Preventing knee osteoarthritis in adult women through weight loss and exercise

The Osteoarthritis Prevention Study (TOPS)

NIH-funded research Wake Forest University · NIH-10903822

This study is looking for women over 50 who are overweight and have little to no knee pain to try a program that combines healthy eating and exercise to see if it can help prevent knee osteoarthritis.

Quick facts

Grant typeU01 cooperative agreement
Study typeNIH-funded research
Funding institutionWake Forest University NIH-funded
Lab location1 site (Winston-Salem, United States)
Project IDNIH-10903822 on NIH RePORTER

What this research studies

This research focuses on preventing knee osteoarthritis (OA) in adult females by implementing a program that combines dietary weight loss and exercise. The study aims to assess the effectiveness of this intervention in reducing the risk of developing OA, particularly in women over 50 who are overweight and have little to no knee pain. Participants will be involved in a randomized clinical trial that compares the intervention group to a control group receiving attention without the specific intervention.

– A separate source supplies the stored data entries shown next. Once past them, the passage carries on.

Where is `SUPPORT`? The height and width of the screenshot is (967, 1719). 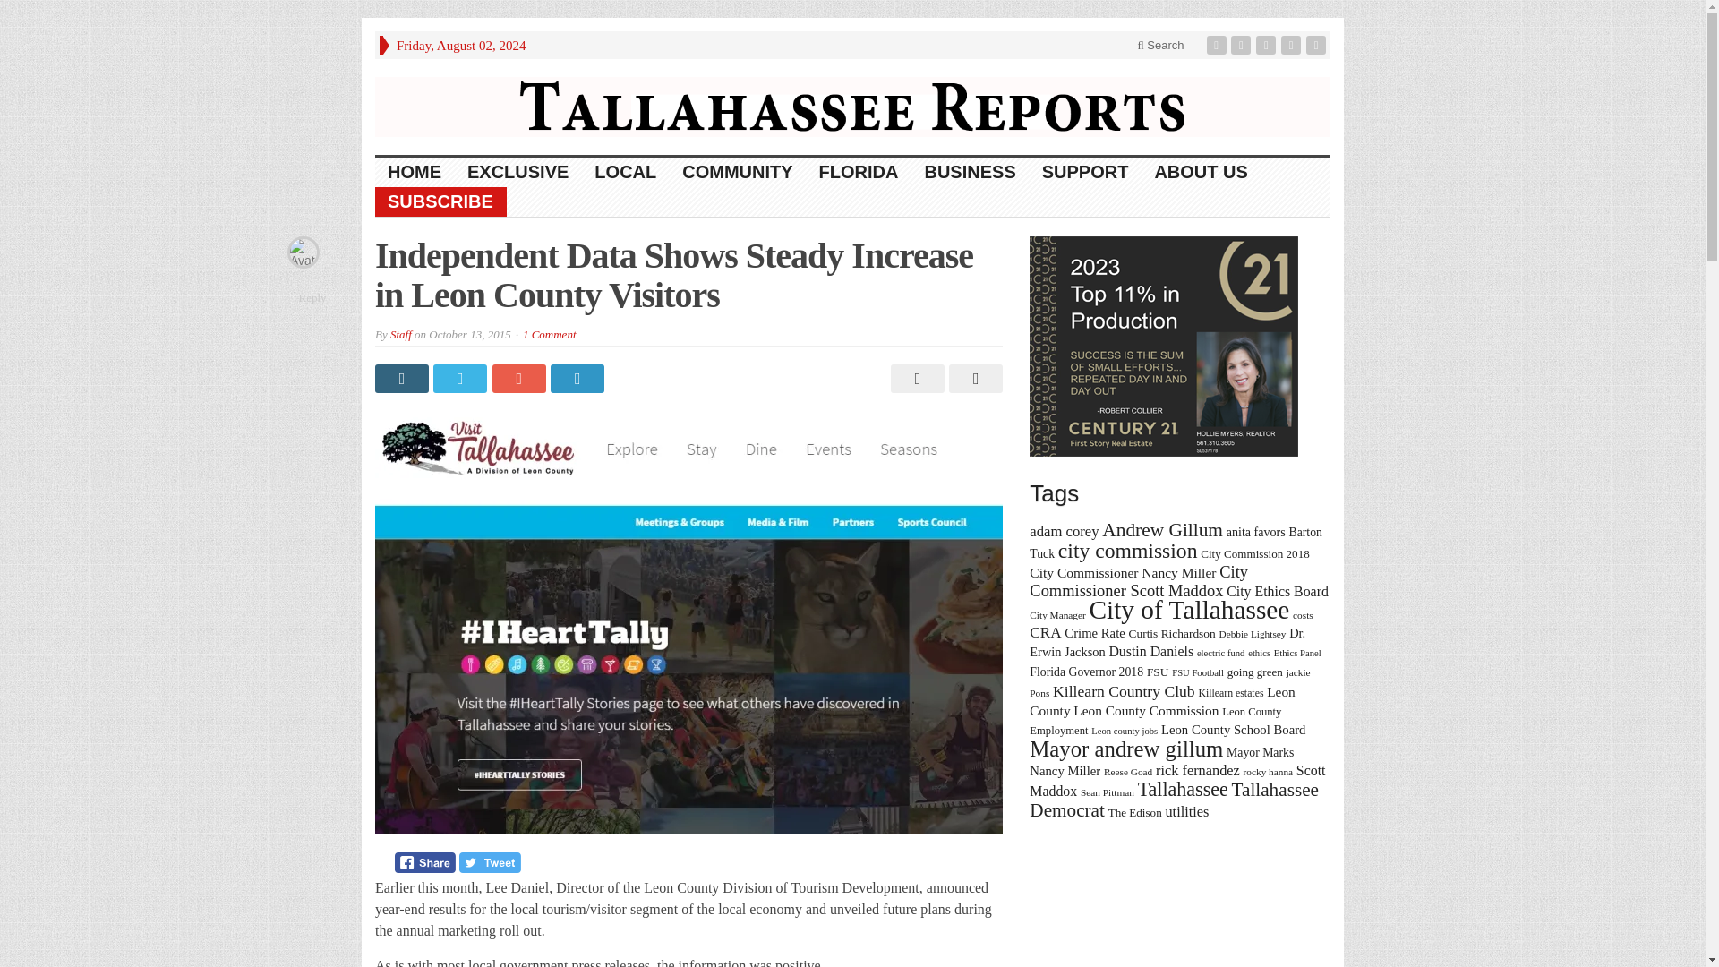
SUPPORT is located at coordinates (1086, 172).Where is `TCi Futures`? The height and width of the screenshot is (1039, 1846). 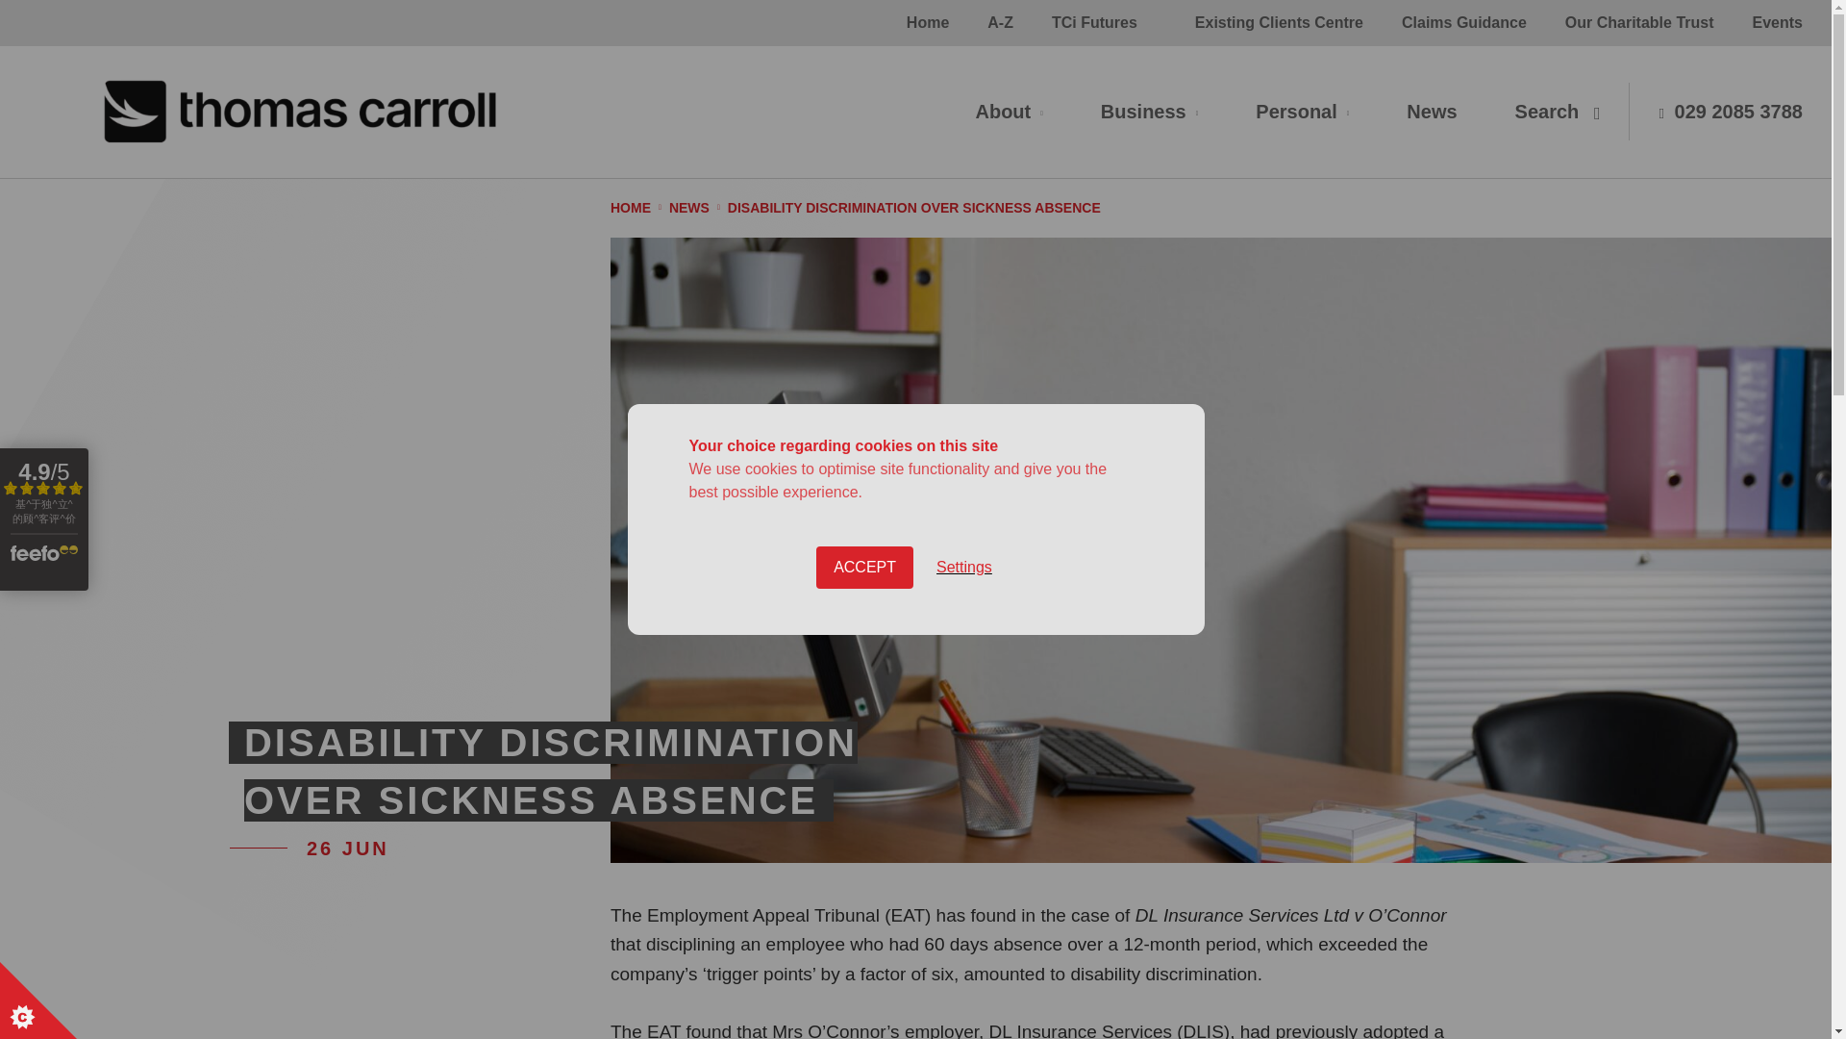 TCi Futures is located at coordinates (1094, 23).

The research will also evaluate the cost-effectiveness of this non-surgical approach to OA prevention.

Who could benefit from this research

Good fit: Ideal candidates for this research are adult females aged 50 and older who are overweight or obese and have little to no knee pain.

Not a fit: Patients who are not female, under 50 years of age, or do not have obesity may not benefit from this research.

Why it matters

Potential benefit: If successful, this research could significantly reduce the incidence of knee osteoarthritis in at-risk women, improving their quality of life and reducing healthcare costs associated with OA treatment.

How similar studies have performed: Previous research has shown that dietary weight loss and exercise can effectively manage knee OA symptoms, suggesting that this preventive approach may also be successful.

Where this research is happening

Winston-Salem, United States

Researchers

About this research

  1. This is an active NIH-funded research project — typically early-stage science, not a clinical trial accepting patient enrollment.
  2. Some NIH-funded labs run parallel clinical studies or seek volunteers for related work. To check, contact the principal investigator or institution listed above.
  3. For full project details, budget, and progress reports, visit the official NIH RePORTER page below.
Last reviewed 2026-06-10 by the Find a Trial editorial team. Information on this page is for educational purposes and is not medical advice. Always consult qualified healthcare professionals about clinical trial participation.